Film #110 in the Hazards of Helen series.
The Express Messenger
Gentleman Joe
The film is about a woman who experiences frightening visions after visiting an insane asylum where one of the inmates claims to be Count Dracula (here following the Hungarian spelling Drakula). She has trouble determining whether the inmate's visions are real or merely nightmares.
Jud Hendricks, foreman of the construction camp, is being blackmailed by Gypsy Joe, who knows of a dark page in the Hendricks' past. Hendricks and Tom Rasom are rivals for the favor of Helen, with Tom in the lead. The latter, an engineer, is about to take his train out when he finds Gypsy Joe hiding in a boxcar.
Helen, station agent and telegraph operator at Lone Point, is in despair over a broken sounder when Morley, who has dropped off a passing freight, offers to fix it for her. Recognizing in him a man whose skill points back to happier days, Helen encourages him to tell her his story, promising to get him the position of relief operator if he cares to accept it. Morley's story takes him back several years to the time when he gave up his position as an operator following the death of his wife. He has never seen his little daughter since turning her over to the care of a rich brother.
Rupert Winslow, traffic superintendent of the railroad that employs Helen as operator at Lone Point, receives a telegram stating that his wife, who is ill, will be on the midnight express. He calls in Summers, a veteran brakeman on the passenger run and instructs him to watch over Mrs. Winslow and to sidetrack her sleeper if she requires medical attention.
Helen, the telegraph operator at the Lone Point Station, shields Miguel, a greaser, under suspicion of having stolen some horses, until the real thieves are caught.
Escaping after an early morning bank robbery, Gentleman Joe and his pal succeed in boarding a freight train headed toward Lone Point. Fearing rightly that a warning has been sent down the line, they secrete their loot in a box car, and, after noting its number, alight and seek cover until after the pursuit has cooled.
Dick Benton, a young attorney of the railroad, is on his way to the Capitol to deliver evidence involving Riggs in a conspiracy arising out of a fight with the railroad over a franchise. At Lone Point he learns that by leaving the package to be picked up by the express it will reach the Governor sooner than he can bring it on the local.
On a visit to the State Prison with Superintendent Melvin of the construction camp near Lone Point. Helen gains the friendship of Butler, a former telegrapher who had been wrongfully convicted on circumstantial evidence. Butler is soon to be released and Helen promises to aid him.
Joe, the Wop, employed in the roundhouse near Lone Point is notified that he has been promoted and will take his place that night as a fireman on the local freight. On his way home he stops at the station to tell Helen, the operator, of his good fortune. As Joe starts down the track towards home, Scarlotta, a member of a notorious vendetta that has marked Joe for death, shoots him from ambush. Helen sees Joe fall in the middle of the track and barely succeeds in dragging him to safety out of the path of the limited. Joe's wound is not serious and that night he takes his place as fireman on the freight. Determined to "get" Joe, Scarlotta visits the station where Helen is still at her key and after binding her and locking her in a closet, throws the switch so that the freight will collide with the cars on the siding.
Helen, the telegraph operator at Lone Point, receives a telegram for Sydney Wayne, superintendent of the Graham Gravel plant, advising him that the plant has changed ownership and that Stanton Grey accompanied by his daughter Edith, is on his way to Lone Point to inspect the property. Wayne is startled because he has gambled away the company's money and realizes that his books will not balance. Fortune appears to favor him when Grey is carried into the station unconscious as the result of an automobile accident. He extracts Grey's wallet from his pocket but Cole, the gambler, who has trailed Wayne gets a photograph of him in the act. With the photographic evidence, the gambler tries to blackmail Wayne.
The vote stands a tie on the railroad bill that will mean ruin to the Western line should it pass the State Legislature. By getting Senator Brown, who is aboard a liner quarantined in the bay, to the Capitol the day will be saved. The road superintendent takes a daring chance and aboard a motorboat succeeds in smuggling the Senator ashore and to a Western special which speeds off towards the Capitol of the neighboring State.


Print out the entire listing verbatim.

Top of Extracted records

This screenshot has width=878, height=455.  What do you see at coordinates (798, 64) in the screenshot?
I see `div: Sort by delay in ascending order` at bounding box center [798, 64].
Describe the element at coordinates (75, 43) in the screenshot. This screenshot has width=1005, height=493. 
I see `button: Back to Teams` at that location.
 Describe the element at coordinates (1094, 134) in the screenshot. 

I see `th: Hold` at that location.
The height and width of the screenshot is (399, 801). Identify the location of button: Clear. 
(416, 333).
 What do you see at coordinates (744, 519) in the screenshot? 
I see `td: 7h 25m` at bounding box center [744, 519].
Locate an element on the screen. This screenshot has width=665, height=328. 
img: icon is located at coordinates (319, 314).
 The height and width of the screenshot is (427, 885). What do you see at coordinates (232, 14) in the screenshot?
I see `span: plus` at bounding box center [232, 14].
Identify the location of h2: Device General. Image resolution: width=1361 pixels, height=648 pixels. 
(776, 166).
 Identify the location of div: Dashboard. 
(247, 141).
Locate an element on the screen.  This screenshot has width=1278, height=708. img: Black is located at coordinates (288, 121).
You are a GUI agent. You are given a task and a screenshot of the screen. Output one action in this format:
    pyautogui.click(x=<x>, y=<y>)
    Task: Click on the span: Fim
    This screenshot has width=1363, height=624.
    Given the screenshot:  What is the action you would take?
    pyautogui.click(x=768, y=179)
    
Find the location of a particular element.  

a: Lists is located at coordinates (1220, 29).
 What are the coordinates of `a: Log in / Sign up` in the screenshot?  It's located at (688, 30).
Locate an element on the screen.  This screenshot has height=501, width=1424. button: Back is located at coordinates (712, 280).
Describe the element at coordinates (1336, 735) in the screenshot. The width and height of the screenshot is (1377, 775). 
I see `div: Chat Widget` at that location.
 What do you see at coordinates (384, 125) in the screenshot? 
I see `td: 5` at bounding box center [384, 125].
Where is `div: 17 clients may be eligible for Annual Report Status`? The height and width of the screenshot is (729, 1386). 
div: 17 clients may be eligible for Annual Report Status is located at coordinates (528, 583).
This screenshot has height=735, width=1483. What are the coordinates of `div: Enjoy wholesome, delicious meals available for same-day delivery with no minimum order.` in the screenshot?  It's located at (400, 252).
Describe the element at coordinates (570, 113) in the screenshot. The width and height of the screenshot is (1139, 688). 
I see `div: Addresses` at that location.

Bottom of Extracted records

| Task solution |
This screenshot has width=878, height=455.  What do you see at coordinates (798, 64) in the screenshot?
I see `div: Sort by delay in ascending order` at bounding box center [798, 64].
Describe the element at coordinates (75, 43) in the screenshot. This screenshot has width=1005, height=493. 
I see `button: Back to Teams` at that location.
 Describe the element at coordinates (1094, 134) in the screenshot. 

I see `th: Hold` at that location.
The height and width of the screenshot is (399, 801). Identify the location of button: Clear. 
(416, 333).
 What do you see at coordinates (744, 519) in the screenshot? 
I see `td: 7h 25m` at bounding box center [744, 519].
Locate an element on the screen. This screenshot has width=665, height=328. 
img: icon is located at coordinates (319, 314).
 The height and width of the screenshot is (427, 885). What do you see at coordinates (232, 14) in the screenshot?
I see `span: plus` at bounding box center [232, 14].
Identify the location of h2: Device General. Image resolution: width=1361 pixels, height=648 pixels. 
(776, 166).
 Identify the location of div: Dashboard. 
(247, 141).
Locate an element on the screen.  This screenshot has width=1278, height=708. img: Black is located at coordinates (288, 121).
You are a GUI agent. You are given a task and a screenshot of the screen. Output one action in this format:
    pyautogui.click(x=<x>, y=<y>)
    Task: Click on the span: Fim
    This screenshot has width=1363, height=624.
    Given the screenshot:  What is the action you would take?
    pyautogui.click(x=768, y=179)
    
Find the location of a particular element.  

a: Lists is located at coordinates (1220, 29).
 What are the coordinates of `a: Log in / Sign up` in the screenshot?  It's located at (688, 30).
Locate an element on the screen.  This screenshot has height=501, width=1424. button: Back is located at coordinates (712, 280).
Describe the element at coordinates (1336, 735) in the screenshot. The width and height of the screenshot is (1377, 775). 
I see `div: Chat Widget` at that location.
 What do you see at coordinates (384, 125) in the screenshot? 
I see `td: 5` at bounding box center [384, 125].
Where is `div: 17 clients may be eligible for Annual Report Status`? The height and width of the screenshot is (729, 1386). 
div: 17 clients may be eligible for Annual Report Status is located at coordinates (528, 583).
This screenshot has height=735, width=1483. What are the coordinates of `div: Enjoy wholesome, delicious meals available for same-day delivery with no minimum order.` in the screenshot?  It's located at (400, 252).
Describe the element at coordinates (570, 113) in the screenshot. The width and height of the screenshot is (1139, 688). 
I see `div: Addresses` at that location.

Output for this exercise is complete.